Luxury as competitive tool in air travel
The inclusion of Rosé 2009 strengthens Emirates’ position in the premium travel segment. Airlines have long sought ways to differentiate their First and Business Class offerings through service, design and food. Beverage programmes are now central to that strategy. By securing exclusive rights to rare champagnes and vintages, Emirates signals that in-flight prestige is not just about comfort of seat but about taste and rarity of what passengers sip. This helps build loyalty among affluent travellers and those for whom culinary excellence is part of the travel decision.
Effect on food pairing and inflight dining culture
Emirates has already been pushing paired dishes with exclusive champagnes for its Business Class service. A menu of 18 dishes has been designed in collaboration with Moët & Chandon and Emirates’ own culinary design team. These pairings include starters and mains that work best with specific champagnes. Such development requires chefs to rethink recipes to adapt to high altitude cooking constraints while preserving flavour complexity. Food becomes more than fuel in the air now it is part of a sensory narrative tied to beverage quality.

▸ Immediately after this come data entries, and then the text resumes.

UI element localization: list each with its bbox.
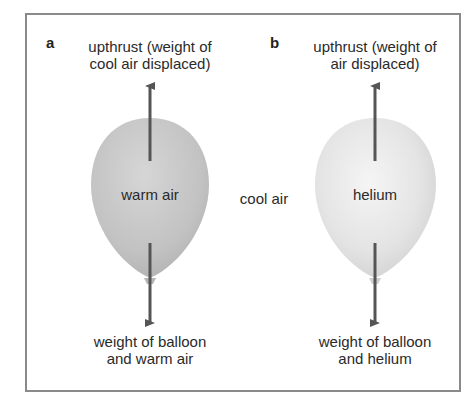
weight-label-a-line1: weight of balloon (70, 333, 230, 350)
upthrust-label-b: upthrust (weight of air displaced) (305, 38, 445, 72)
balloon-label-b: helium (325, 186, 425, 203)
upthrust-label-b-line1: upthrust (weight of (305, 38, 445, 55)
weight-label-b: weight of balloon and helium (295, 333, 455, 367)
weight-label-b-line1: weight of balloon (295, 333, 455, 350)
upthrust-label-a-line1: upthrust (weight of (80, 38, 220, 55)
balloon-label-a: warm air (100, 186, 200, 203)
weight-label-a: weight of balloon and warm air (70, 333, 230, 367)
weight-label-b-line2: and helium (295, 350, 455, 367)
upthrust-label-b-line2: air displaced) (305, 55, 445, 72)
panel-letter-b: b (270, 34, 279, 51)
upthrust-label-a: upthrust (weight of cool air displaced) (80, 38, 220, 72)
cool-air-label: cool air (225, 190, 303, 207)
panel-letter-a: a (46, 34, 54, 51)
weight-label-a-line2: and warm air (70, 350, 230, 367)
upthrust-label-a-line2: cool air displaced) (80, 55, 220, 72)
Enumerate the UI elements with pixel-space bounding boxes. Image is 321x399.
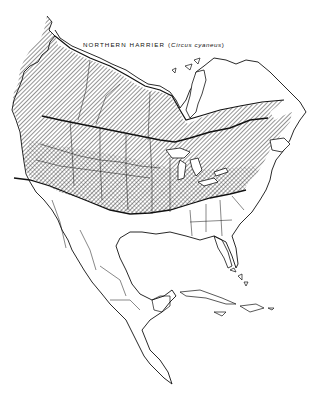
hudson-bay xyxy=(186,70,206,118)
map-title: NORTHERN HARRIER (Circus cyaneus) xyxy=(83,41,225,48)
species-common-name: NORTHERN HARRIER xyxy=(83,41,165,48)
title-paren-close: ) xyxy=(222,41,225,48)
caribbean-islands xyxy=(180,268,274,316)
newfoundland xyxy=(270,138,290,152)
arctic-islands xyxy=(172,58,200,73)
range-map: NORTHERN HARRIER (Circus cyaneus) xyxy=(0,0,321,399)
north-america-map xyxy=(0,0,321,399)
species-scientific-name: Circus cyaneus xyxy=(171,41,222,48)
yucatan-peninsula xyxy=(152,296,170,312)
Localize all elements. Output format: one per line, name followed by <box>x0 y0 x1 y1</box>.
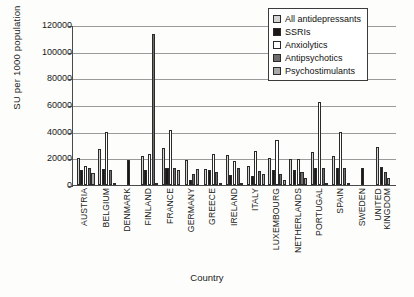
legend-label: Antipsychotics <box>285 53 343 63</box>
bar <box>376 147 379 185</box>
bar <box>141 156 144 185</box>
bar <box>148 154 151 185</box>
x-axis-label-cell: NETHERLANDS <box>287 188 308 276</box>
x-axis-tick-label: GREECE <box>208 188 217 225</box>
bar <box>196 169 199 185</box>
bar <box>272 170 275 185</box>
bar <box>189 180 192 185</box>
bar <box>387 178 390 185</box>
y-axis-tick-label: 0 <box>26 180 72 190</box>
bar <box>318 102 321 185</box>
bar-group <box>203 26 224 185</box>
bar <box>91 173 94 185</box>
x-axis-label-cell: SWEDEN <box>351 188 372 276</box>
legend-swatch <box>273 28 281 36</box>
x-axis-tick-label: IRELAND <box>230 188 239 226</box>
x-axis-label-cell: UNITEDKINGDOM <box>373 188 394 276</box>
y-axis-tick-label: 20000 <box>26 153 72 163</box>
x-axis-label-cell: GREECE <box>202 188 223 276</box>
y-axis-tick-label: 80000 <box>26 73 72 83</box>
legend-swatch <box>273 54 281 62</box>
x-axis-tick-label: DENMARK <box>123 188 132 232</box>
bar <box>314 168 317 185</box>
bar <box>304 178 307 185</box>
x-axis-tick-label: FINLAND <box>144 188 153 225</box>
bar-chart-figure: SU per 1000 population 12000010000080000… <box>0 0 414 297</box>
y-axis-tick-labels: 120000100000800006000040000200000 <box>26 26 72 186</box>
x-axis-tick-label: NETHERLANDS <box>294 188 303 253</box>
bar <box>226 155 229 185</box>
bar <box>289 159 292 185</box>
x-axis-tick-label: GERMANY <box>187 188 196 232</box>
bar <box>325 183 328 185</box>
x-axis-label-cell: PORTUGAL <box>309 188 330 276</box>
bar-group <box>224 26 245 185</box>
legend-swatch <box>273 41 281 49</box>
bar <box>343 168 346 185</box>
legend-label: SSRIs <box>285 27 311 37</box>
bar <box>219 183 222 185</box>
bar <box>275 140 278 185</box>
bar <box>254 151 257 185</box>
bar <box>162 148 165 185</box>
x-axis-label-cell: LUXEMBOURG <box>266 188 287 276</box>
y-axis-tick-label: 40000 <box>26 127 72 137</box>
bar <box>169 130 172 185</box>
bar-group <box>245 26 266 185</box>
bar <box>165 168 168 185</box>
x-axis-label-cell: DENMARK <box>117 188 138 276</box>
bar-group <box>75 26 96 185</box>
bar <box>262 174 265 185</box>
bar <box>300 172 303 185</box>
bar <box>215 172 218 185</box>
x-axis-tick-label: AUSTRIA <box>80 188 89 226</box>
bar <box>332 156 335 185</box>
legend-item: Psychostimulants <box>273 64 361 77</box>
bar <box>185 160 188 185</box>
bar <box>311 152 314 185</box>
legend-label: Anxiolytics <box>285 40 328 50</box>
x-axis-tick-labels: AUSTRIABELGIUMDENMARKFINLANDFRANCEGERMAN… <box>72 188 396 276</box>
bar <box>173 168 176 185</box>
bar <box>88 168 91 185</box>
bar <box>297 159 300 185</box>
bar <box>293 170 296 185</box>
x-axis-tick-label: SWEDEN <box>358 188 367 226</box>
bar <box>336 168 339 185</box>
bar <box>113 183 116 185</box>
x-axis-label-cell: BELGIUM <box>95 188 116 276</box>
bar <box>208 170 211 185</box>
bar <box>251 176 254 185</box>
y-axis-tick-label: 100000 <box>26 47 72 57</box>
bar <box>339 132 342 185</box>
y-axis-tick-label: 60000 <box>26 100 72 110</box>
bar <box>177 170 180 185</box>
x-axis-label-cell: FINLAND <box>138 188 159 276</box>
bar <box>233 161 236 185</box>
bar <box>240 183 243 185</box>
bar <box>155 183 158 185</box>
bar-group <box>160 26 181 185</box>
bar <box>380 167 383 185</box>
bar-group <box>139 26 160 185</box>
y-axis-title: SU per 1000 population <box>11 0 22 128</box>
x-axis-label-cell: FRANCE <box>159 188 180 276</box>
y-axis-tick <box>68 186 73 187</box>
x-axis-label-cell: SPAIN <box>330 188 351 276</box>
bar <box>279 174 282 185</box>
bar <box>204 169 207 185</box>
x-axis-label-cell: IRELAND <box>223 188 244 276</box>
bar-group <box>373 26 394 185</box>
bar <box>192 174 195 185</box>
x-axis-label-cell: AUSTRIA <box>74 188 95 276</box>
x-axis-label-cell: GERMANY <box>181 188 202 276</box>
bar <box>77 158 80 185</box>
legend-item: Antipsychotics <box>273 51 361 64</box>
bar <box>229 175 232 185</box>
bar <box>109 170 112 185</box>
y-axis-tick-label: 120000 <box>26 20 72 30</box>
bar-group <box>181 26 202 185</box>
bar-group <box>118 26 139 185</box>
x-axis-tick-label: BELGIUM <box>102 188 111 227</box>
legend-swatch <box>273 15 281 23</box>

Supply chain, maturation and wine programme scale
Emirates has built a wine programme that is unusually large for an airline. It has invested over US$1 billion into procuring wines and champagnes with long maturation schedules. The carrier maintains cellars in France holding millions of bottles maturing for years before being served onboard. This scale gives the airline better negotiating power with producers and allows it to schedule offerings of rare vintages like Rosé 2009.
Challenges for broader industry adoption
Not every airline can replicate this model. The cost of acquiring rare vintages, maturing them, ensuring quality during long haul flights and pairing them appropriately with food is high. Operational constraints such as storage, sourcing, cabin service and regulatory considerations make such luxury offerings viable mostly for carriers with strong premium passenger volumes and cash flow. There is also the risk that expectations may rise faster than service or menu improvements can keep up.
Impact on food landscape outside aviation
What happens in the sky often filters down to high end restaurants, private members’ clubs and luxury hotels. When an airline like Emirates raises the bar for champagne and food pairing, it accelerates trends in luxury hospitality. Chefs and sommeliers elsewhere may feel pressure to match the creativity and technical precision seen in these inflight programmes. Suppliers of rare wines and champagnes benefit from higher demand. Wine competitions, reviews and publications may shift more attention to vintage rosés and aged champagnes.